Friday, November 30, 2007

Jail didn't know prisioner was tasered the night before?!?!?

Jail didn't know Hyde was Tasered Prisoners' mental, health conditions not necessarily passed on to corrections staff: official
PAUL MCLEOD
The Daily News

Corrections officials likely were not aware Howard Hyde had schizophrenia or that he had been Tasered the day before his death.

These are some of the revelations released yesterday by corrections officials after they completed an internal review of the hours and moments leading up to the 45-year-old man's death last Thursday.

Hyde arrived at the Burnside jail last Wednesday afternoon. Early that morning he had been arrested and charged with assaulting his common-law wife, Tasered by Halifax Regional Police, hospitalized and then released.None of this, nor that Hyde was schizophrenic, was formally relayed to jail guards."Our staff essentially knew what they had to know," said Fred Honsberger, executive director of correctional services with the Justice Department.

Only anecdotallyHonsberger said staff would have known Hyde had come from hospital, but if they had heard about the Tasering or schizophrenia, it would only have been anecdotally.Honsberger said staff wouldn't be told about things like that "unless it had a bearing on the dealings we had with the offender. Say, for instance, a person had a broken arm and it was just taken out of the cast or something, and they had come from the hospital. Our staff would know that. They would know that arm is very vulnerable."

Health workers at the jail examined Hyde and had him placed in health cells - single cells adjacent to the health-care area to allow a subject to be observed more closely. Honsberger said keeping a prisoner transferred from hospital in a health cell is not uncommon. Honsberger said Hyde spent much of the night pacing in his cell, though he did lie down at some points.In the morning, Hyde was escorted to the admissions area when he began to resist."

The level of resistance he showed was, I suppose, typical of offenders sometimes when they don't want to go somewhere," said Honsberger.Hyde was handcuffed and calmed down temporarily. But as he was being brought to a holding cell, he began to struggle again. He was wrestled to the ground."He was already cuffed, so it was just an issue of calming him down and keeping him from flailing around," said Honsberger.Then Hyde suddenly stopped resisting and staff called for medical attention.

Honsberger couldn't say what state Hyde was in."It's hard to say whether he was conscious or not, quite frankly," he said. "When the behaviour becomes abnormal, the staff don't wait too long, they move fairly quickly. So the health-care staff were called right away when his behaviour changed."Health-care staff arrived within 90 seconds and began CPR until paramedics arrived to take Hyde to the Dartmouth general Hospital.

He was pronounced dead there.

The internal review concluded staff followed proper procedures.

The RCMP continue to investigate the incident.Hyde's widow, Karen Ellet, says the shock of the death is just hitting her now. She wants to look into ideas such as mental health courts and identifiable bracelets for people with mental illness, to ensure no one else gets into the same situation as her husband."It hasn't even had time to set in," said Ellet. "But it's my hope, it's my wish, that things will change from here on."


▶ **Exercise brief**: Without including any images, reproduce each entry exactly.
[Start of Attachment]
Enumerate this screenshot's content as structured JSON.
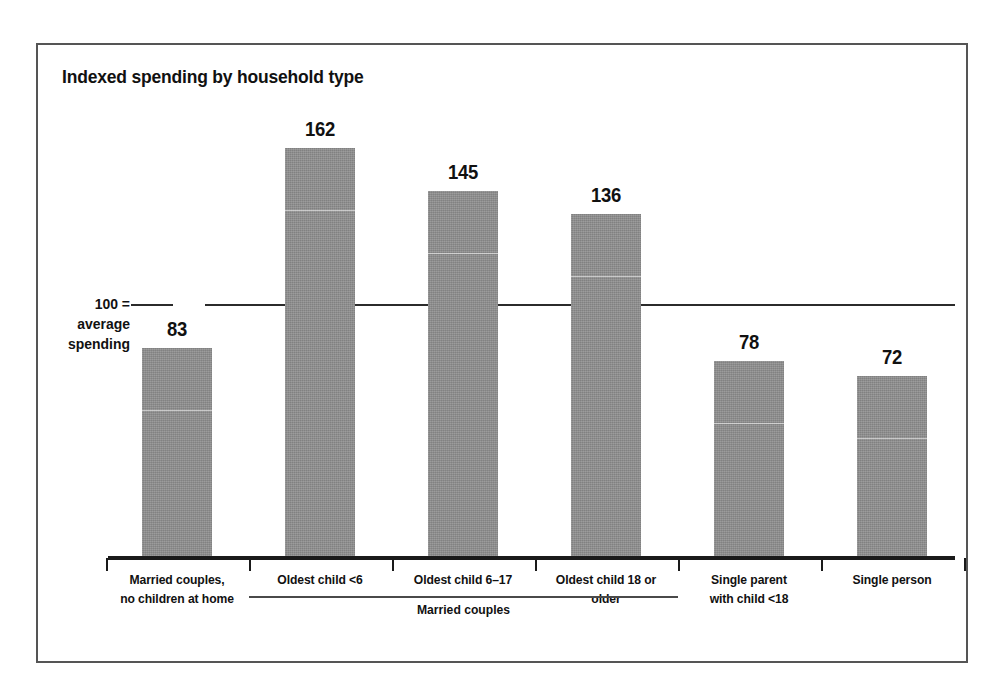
{
  "chart_data": {
    "type": "bar",
    "title": "Indexed spending by household type",
    "xlabel": "",
    "ylabel": "",
    "ylim": [
      0,
      170
    ],
    "grid": false,
    "legend": "none",
    "reference_line": {
      "value": 100,
      "label_lines": [
        "100 =",
        "average",
        "spending"
      ]
    },
    "categories": [
      "Married couples, no children at home",
      "Oldest child <6",
      "Oldest child 6–17",
      "Oldest child 18 or older",
      "Single parent with child <18",
      "Single person"
    ],
    "category_label_lines": [
      [
        "Married couples,",
        "no children at home"
      ],
      [
        "Oldest child <6"
      ],
      [
        "Oldest child 6–17"
      ],
      [
        "Oldest child 18 or",
        "older"
      ],
      [
        "Single parent",
        "with child <18"
      ],
      [
        "Single person"
      ]
    ],
    "values": [
      83,
      162,
      145,
      136,
      78,
      72
    ],
    "value_labels": [
      "83",
      "162",
      "145",
      "136",
      "78",
      "72"
    ],
    "group_bracket": {
      "label": "Married couples",
      "covers": [
        1,
        2,
        3
      ]
    },
    "colors": {
      "bar_fill": "#8e8e8e",
      "axis": "#1a1a1a",
      "reference_line": "#2b2b2b",
      "text": "#111111",
      "frame": "#555555",
      "background": "#ffffff"
    }
  }
}
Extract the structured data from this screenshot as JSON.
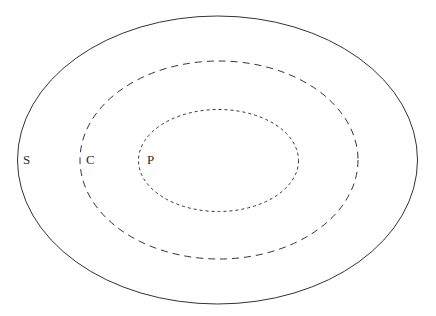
{
  "diagram": {
    "type": "nested-ellipse-set-diagram",
    "background_color": "#ffffff",
    "stroke_color": "#333333",
    "label_color": "#2b2b2b",
    "sets": [
      {
        "id": "outer",
        "label": "S",
        "line_style": "solid",
        "cx": 217.5,
        "cy": 160,
        "rx": 200,
        "ry": 144,
        "label_x": 23,
        "label_y": 161,
        "stroke_width": 1,
        "dash_pattern": "none"
      },
      {
        "id": "middle",
        "label": "C",
        "line_style": "dashed",
        "cx": 219,
        "cy": 160,
        "rx": 139,
        "ry": 99,
        "label_x": 86,
        "label_y": 161,
        "stroke_width": 1,
        "dash_pattern": "7 5"
      },
      {
        "id": "inner",
        "label": "P",
        "line_style": "dotted",
        "cx": 218.5,
        "cy": 160.5,
        "rx": 80,
        "ry": 51,
        "label_x": 147,
        "label_y": 161,
        "stroke_width": 1,
        "dash_pattern": "3 3"
      }
    ]
  },
  "chart_data": {
    "type": "diagram",
    "title": "",
    "categories": [
      "S",
      "C",
      "P"
    ],
    "values": [
      3,
      2,
      1
    ],
    "annotations": [
      "S",
      "C",
      "P"
    ]
  }
}
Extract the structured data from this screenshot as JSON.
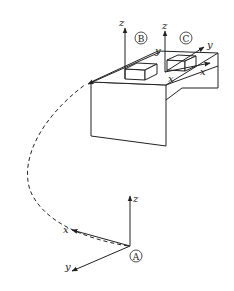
{
  "figure": {
    "type": "3D coordinate frames diagram",
    "frames": [
      {
        "id": "A",
        "label": "A",
        "axes": {
          "x": "x",
          "y": "y",
          "z": "z"
        }
      },
      {
        "id": "B",
        "label": "B",
        "axes": {
          "x": "x",
          "y": "y",
          "z": "z"
        }
      },
      {
        "id": "C",
        "label": "C",
        "axes": {
          "x": "x",
          "y": "y",
          "z": "z"
        }
      }
    ],
    "frame_A": {
      "x_label": "x",
      "y_label": "y",
      "z_label": "z",
      "marker": "A"
    },
    "frame_B": {
      "x_label": "x",
      "y_label": "y",
      "z_label": "z",
      "marker": "B"
    },
    "frame_C": {
      "x_label": "x",
      "y_label": "y",
      "z_label": "z",
      "marker": "C"
    },
    "path": {
      "style": "dashed",
      "from": "A",
      "to": "B"
    },
    "colors": {
      "line": "#222222",
      "background": "#ffffff"
    }
  }
}
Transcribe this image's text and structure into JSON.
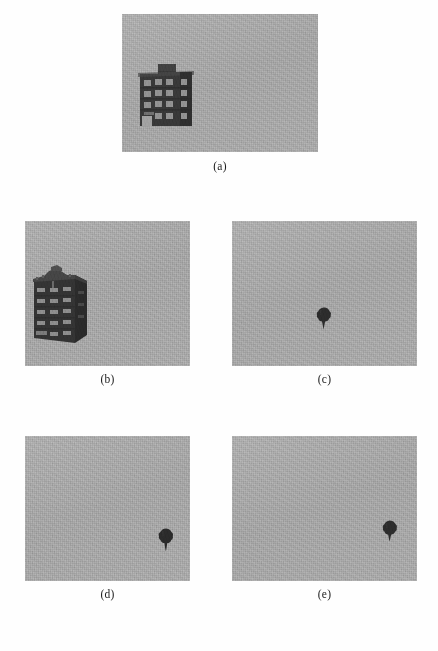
{
  "figure": {
    "type": "multi-panel-grayscale-image-figure",
    "panel_count": 5,
    "background_color": "#ffffff",
    "panel_background_color": "#a9a9a9",
    "object_color": "#2e2e2e",
    "caption_color": "#1a1a1a"
  },
  "panels": [
    {
      "id": "a",
      "caption": "(a)",
      "content": "building",
      "description": "Grayscale aerial-style image of a dark multi-story building with windows, positioned left-of-center on a uniform gray background",
      "object_position": "left-center",
      "x": 122,
      "y": 14,
      "width": 196,
      "height": 138
    },
    {
      "id": "b",
      "caption": "(b)",
      "content": "building",
      "description": "Grayscale oblique view of a dark multi-story building with cornice and window rows, positioned at the left on a uniform gray background",
      "object_position": "left",
      "x": 25,
      "y": 221,
      "width": 165,
      "height": 145
    },
    {
      "id": "c",
      "caption": "(c)",
      "content": "tree",
      "description": "Small dark tree-shaped blob near the center-right of a uniform gray background",
      "object_position": "center",
      "x": 232,
      "y": 221,
      "width": 185,
      "height": 145
    },
    {
      "id": "d",
      "caption": "(d)",
      "content": "tree",
      "description": "Small dark tree-shaped blob on the right side of a uniform gray background",
      "object_position": "center-right",
      "x": 25,
      "y": 436,
      "width": 165,
      "height": 145
    },
    {
      "id": "e",
      "caption": "(e)",
      "content": "tree",
      "description": "Small dark tree-shaped blob at the far right edge of a uniform gray background",
      "object_position": "right",
      "x": 232,
      "y": 436,
      "width": 185,
      "height": 145
    }
  ],
  "objects": {
    "tree_c": {
      "cx": 91,
      "cy": 97,
      "w": 15,
      "h": 21
    },
    "tree_d": {
      "cx": 140,
      "cy": 103,
      "w": 15,
      "h": 22
    },
    "tree_e": {
      "cx": 157,
      "cy": 94,
      "w": 15,
      "h": 20
    }
  }
}
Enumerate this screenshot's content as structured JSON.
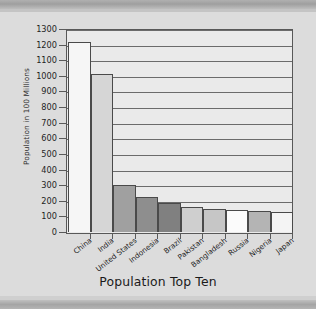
{
  "chart_data": {
    "type": "bar",
    "title": "",
    "xlabel": "Population Top Ten",
    "ylabel": "Population in 100 Millions",
    "categories": [
      "China",
      "India",
      "United States",
      "Indonesia",
      "Brazil",
      "Pakistan",
      "Bangladesh",
      "Russia",
      "Nigeria",
      "Japan"
    ],
    "values": [
      1220,
      1015,
      300,
      225,
      185,
      163,
      148,
      140,
      133,
      127
    ],
    "ylim": [
      0,
      1300
    ],
    "ytick_labels": [
      "0",
      "100",
      "200",
      "300",
      "400",
      "500",
      "600",
      "700",
      "800",
      "900",
      "1000",
      "1100",
      "1200",
      "1300"
    ],
    "ytick_values": [
      0,
      100,
      200,
      300,
      400,
      500,
      600,
      700,
      800,
      900,
      1000,
      1100,
      1200,
      1300
    ],
    "grid": true,
    "legend": "none",
    "bar_colors": [
      "#f6f6f6",
      "#d6d6d6",
      "#a0a0a0",
      "#8e8e8e",
      "#808080",
      "#cfcfcf",
      "#c6c6c6",
      "#fbfbfb",
      "#b4b4b4",
      "#f4f4f4"
    ],
    "bar_edge_color": "#4a4a4a",
    "plot_background": "#eaeaea",
    "gridline_color": "#6b6b6b"
  }
}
[End of Attachment]
▶ **Output of the task**:
Enumerate this screenshot's content as structured JSON.
{
  "chart_data": {
    "type": "bar",
    "title": "Indexed spending by household type",
    "xlabel": "",
    "ylabel": "",
    "ylim": [
      0,
      170
    ],
    "grid": false,
    "legend": "none",
    "reference_line": {
      "value": 100,
      "label_lines": [
        "100 =",
        "average",
        "spending"
      ]
    },
    "categories": [
      "Married couples, no children at home",
      "Oldest child <6",
      "Oldest child 6–17",
      "Oldest child 18 or older",
      "Single parent with child <18",
      "Single person"
    ],
    "category_label_lines": [
      [
        "Married couples,",
        "no children at home"
      ],
      [
        "Oldest child <6"
      ],
      [
        "Oldest child 6–17"
      ],
      [
        "Oldest child 18 or",
        "older"
      ],
      [
        "Single parent",
        "with child <18"
      ],
      [
        "Single person"
      ]
    ],
    "values": [
      83,
      162,
      145,
      136,
      78,
      72
    ],
    "value_labels": [
      "83",
      "162",
      "145",
      "136",
      "78",
      "72"
    ],
    "group_bracket": {
      "label": "Married couples",
      "covers": [
        1,
        2,
        3
      ]
    },
    "colors": {
      "bar_fill": "#8e8e8e",
      "axis": "#1a1a1a",
      "reference_line": "#2b2b2b",
      "text": "#111111",
      "frame": "#555555",
      "background": "#ffffff"
    }
  }
}
Extract the structured data from this screenshot as JSON.
{
  "diagram": {
    "type": "nested-ellipse-set-diagram",
    "background_color": "#ffffff",
    "stroke_color": "#333333",
    "label_color": "#2b2b2b",
    "sets": [
      {
        "id": "outer",
        "label": "S",
        "line_style": "solid",
        "cx": 217.5,
        "cy": 160,
        "rx": 200,
        "ry": 144,
        "label_x": 23,
        "label_y": 161,
        "stroke_width": 1,
        "dash_pattern": "none"
      },
      {
        "id": "middle",
        "label": "C",
        "line_style": "dashed",
        "cx": 219,
        "cy": 160,
        "rx": 139,
        "ry": 99,
        "label_x": 86,
        "label_y": 161,
        "stroke_width": 1,
        "dash_pattern": "7 5"
      },
      {
        "id": "inner",
        "label": "P",
        "line_style": "dotted",
        "cx": 218.5,
        "cy": 160.5,
        "rx": 80,
        "ry": 51,
        "label_x": 147,
        "label_y": 161,
        "stroke_width": 1,
        "dash_pattern": "3 3"
      }
    ]
  },
  "chart_data": {
    "type": "diagram",
    "title": "",
    "categories": [
      "S",
      "C",
      "P"
    ],
    "values": [
      3,
      2,
      1
    ],
    "annotations": [
      "S",
      "C",
      "P"
    ]
  }
}
Extract the structured data from this screenshot as JSON.
{
  "figure": {
    "type": "3D coordinate frames diagram",
    "frames": [
      {
        "id": "A",
        "label": "A",
        "axes": {
          "x": "x",
          "y": "y",
          "z": "z"
        }
      },
      {
        "id": "B",
        "label": "B",
        "axes": {
          "x": "x",
          "y": "y",
          "z": "z"
        }
      },
      {
        "id": "C",
        "label": "C",
        "axes": {
          "x": "x",
          "y": "y",
          "z": "z"
        }
      }
    ],
    "frame_A": {
      "x_label": "x",
      "y_label": "y",
      "z_label": "z",
      "marker": "A"
    },
    "frame_B": {
      "x_label": "x",
      "y_label": "y",
      "z_label": "z",
      "marker": "B"
    },
    "frame_C": {
      "x_label": "x",
      "y_label": "y",
      "z_label": "z",
      "marker": "C"
    },
    "path": {
      "style": "dashed",
      "from": "A",
      "to": "B"
    },
    "colors": {
      "line": "#222222",
      "background": "#ffffff"
    }
  }
}
Transcribe this image's text and structure into JSON.
{
  "figure": {
    "type": "multi-panel-grayscale-image-figure",
    "panel_count": 5,
    "background_color": "#ffffff",
    "panel_background_color": "#a9a9a9",
    "object_color": "#2e2e2e",
    "caption_color": "#1a1a1a"
  },
  "panels": [
    {
      "id": "a",
      "caption": "(a)",
      "content": "building",
      "description": "Grayscale aerial-style image of a dark multi-story building with windows, positioned left-of-center on a uniform gray background",
      "object_position": "left-center",
      "x": 122,
      "y": 14,
      "width": 196,
      "height": 138
    },
    {
      "id": "b",
      "caption": "(b)",
      "content": "building",
      "description": "Grayscale oblique view of a dark multi-story building with cornice and window rows, positioned at the left on a uniform gray background",
      "object_position": "left",
      "x": 25,
      "y": 221,
      "width": 165,
      "height": 145
    },
    {
      "id": "c",
      "caption": "(c)",
      "content": "tree",
      "description": "Small dark tree-shaped blob near the center-right of a uniform gray background",
      "object_position": "center",
      "x": 232,
      "y": 221,
      "width": 185,
      "height": 145
    },
    {
      "id": "d",
      "caption": "(d)",
      "content": "tree",
      "description": "Small dark tree-shaped blob on the right side of a uniform gray background",
      "object_position": "center-right",
      "x": 25,
      "y": 436,
      "width": 165,
      "height": 145
    },
    {
      "id": "e",
      "caption": "(e)",
      "content": "tree",
      "description": "Small dark tree-shaped blob at the far right edge of a uniform gray background",
      "object_position": "right",
      "x": 232,
      "y": 436,
      "width": 185,
      "height": 145
    }
  ],
  "objects": {
    "tree_c": {
      "cx": 91,
      "cy": 97,
      "w": 15,
      "h": 21
    },
    "tree_d": {
      "cx": 140,
      "cy": 103,
      "w": 15,
      "h": 22
    },
    "tree_e": {
      "cx": 157,
      "cy": 94,
      "w": 15,
      "h": 20
    }
  }
}
Enumerate this screenshot's content as structured JSON.
{
  "chart_data": {
    "type": "bar",
    "title": "",
    "xlabel": "Population Top Ten",
    "ylabel": "Population in 100 Millions",
    "categories": [
      "China",
      "India",
      "United States",
      "Indonesia",
      "Brazil",
      "Pakistan",
      "Bangladesh",
      "Russia",
      "Nigeria",
      "Japan"
    ],
    "values": [
      1220,
      1015,
      300,
      225,
      185,
      163,
      148,
      140,
      133,
      127
    ],
    "ylim": [
      0,
      1300
    ],
    "ytick_labels": [
      "0",
      "100",
      "200",
      "300",
      "400",
      "500",
      "600",
      "700",
      "800",
      "900",
      "1000",
      "1100",
      "1200",
      "1300"
    ],
    "ytick_values": [
      0,
      100,
      200,
      300,
      400,
      500,
      600,
      700,
      800,
      900,
      1000,
      1100,
      1200,
      1300
    ],
    "grid": true,
    "legend": "none",
    "bar_colors": [
      "#f6f6f6",
      "#d6d6d6",
      "#a0a0a0",
      "#8e8e8e",
      "#808080",
      "#cfcfcf",
      "#c6c6c6",
      "#fbfbfb",
      "#b4b4b4",
      "#f4f4f4"
    ],
    "bar_edge_color": "#4a4a4a",
    "plot_background": "#eaeaea",
    "gridline_color": "#6b6b6b"
  }
}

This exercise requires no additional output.